Gov. David Ige’s administration plans to propose changes in the public employees pension fund next year as part of a larger effort to reduce the unfunded liabilities in the pension and health funds.
The state has an unfunded liability of more than $9 billion for the Hawaii Employer-Union Health Benefits Trust Fund, which provides health benefits to public workers, retirees and their families, and has a separate unfunded liability of about $6.2 billion for the public workers’ pension fund.
One of the changes planned by the administration would provide a greater benefit to the state if it accelerates its payments into the Employees Retirement System pension fund, which now manages total assets of about $14.5 billion.
Another proposal would establish new procedures and requirements for the state to follow during “disassociation,” when public facilities or services are privatized and large numbers of workers sever their connections to the public pension fund.
Lawmakers last year authorized the privatization of Maui Memorial Medical Center, Kula Hospital &Clinic and Lanai Community Hospital, and the state reached an agreement in January to have Kaiser Permanente operate all three facilities. It would be the largest privatization in state history, and Ige has said it would serve as a model for similar hospital transfers on Hawaii island.
The first proposal would encourage the state to pay down its pension obligations more quickly. That proposal would allow the state to calculate the pension system’s unfunded liability in a new way that separates the state pension obligations from the obligations of the three counties.
State Budget Director Wes Machida said the Employees Retirement System currently is a multi-employer plan with pooled funds, which means the state’s and counties’ pension obligations are calculated as a whole.
If the state were to increase its payments into the fund to more rapidly pay down its pension obligations, the counties would see their obligations reduced as well, even if they did not make similar accelerated payments, Machida said.
“Anytime anybody makes a contribution, it goes to credit everybody, so if you wanted to make additional contributions beyond … what’s required, that contribution that goes in would be divvied up amongst all employers,” Machida said. “One employer might pay for it, but it would be credited to all employers.”
The Ige administration has already accelerated state payments into the Employer-Union Trust Fund. The pension fund proposal can be seen as a strong hint that the state also plans to step up its payments into the pension fund, Machida said.
“When opportunities exist, yes, there will be attempts to try,” Machida said. He said he does not know whether the accelerated payments will begin in the next fiscal year, or how much they might be. “That still is yet to be determined,” he said.
The second proposal, dealing with “disassociation” during privatization, would establish new ground rules for the state to follow when government operations are privatized, as the state is now attempting to do on Maui.
The transfer of the Maui County hospitals to Kaiser is scheduled to take place July 1, and Ige has predicted the changeover will save the state $260 million in hospital subsidies over the next decade.
However, one challenge facing the Maui privatization effort is that many of the hospital workers are vested in the public retirement system and entitled to pensions.
Those workers will stop making contributions into the system as soon as the hospitals are privatized.
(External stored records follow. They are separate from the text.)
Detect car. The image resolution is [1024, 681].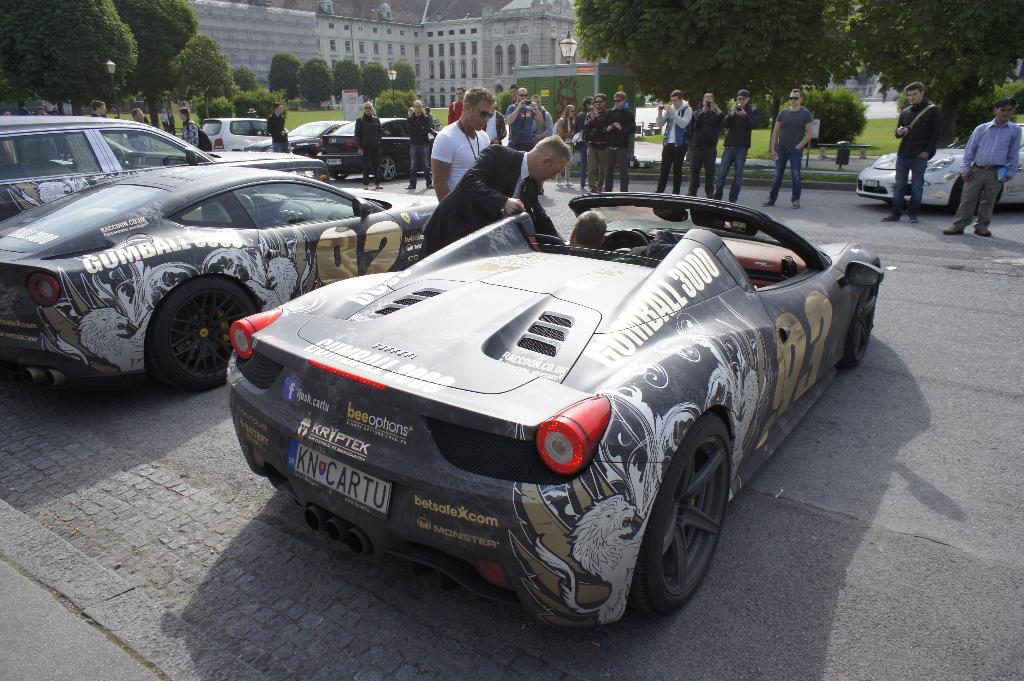
bbox=[858, 120, 1023, 212].
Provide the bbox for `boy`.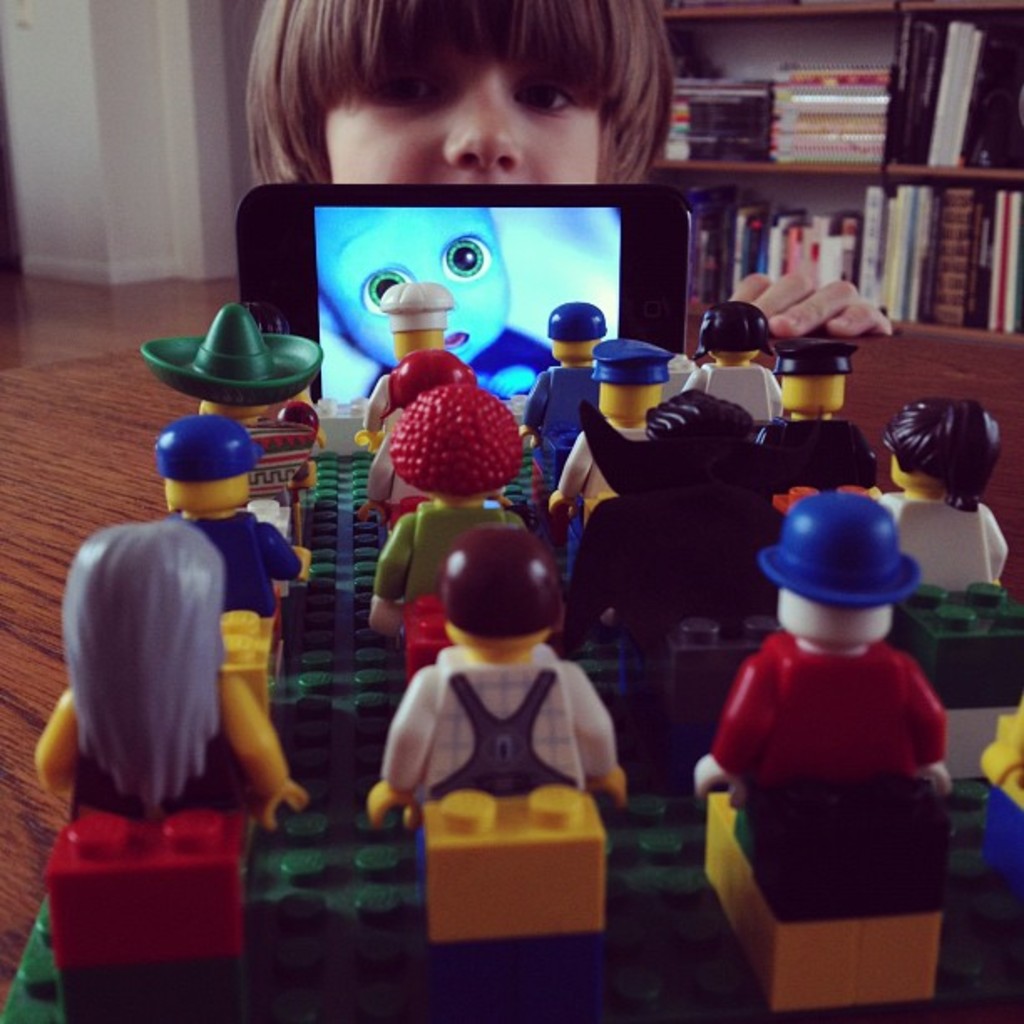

That is expected to cost the public pension system about $200 million in lost employee contributions over the next 25 years.
Details were not available on the disassociation proposal, but Machida said it might involve requiring the state to make a lump sum payment to offset the loss to the pension fund from any privatization, or might require that the state make larger annual payments over time to offset the cost to the pension fund.
“The goal is to better fund the ERS when there are agencies that are departing in some fashion or another from the state, and the (unfunded) liability remains,” Machida said. “Some form of it would be doable, and the goal is to make the ERS better funded.”
Previous administrations have imposed a number of changes in the pension fund to try to limit or reduce the unfunded liability. Those changes included a new, less generous retiree benefit structure for employees hired after June 30, 2012, and higher contribution rates for employers.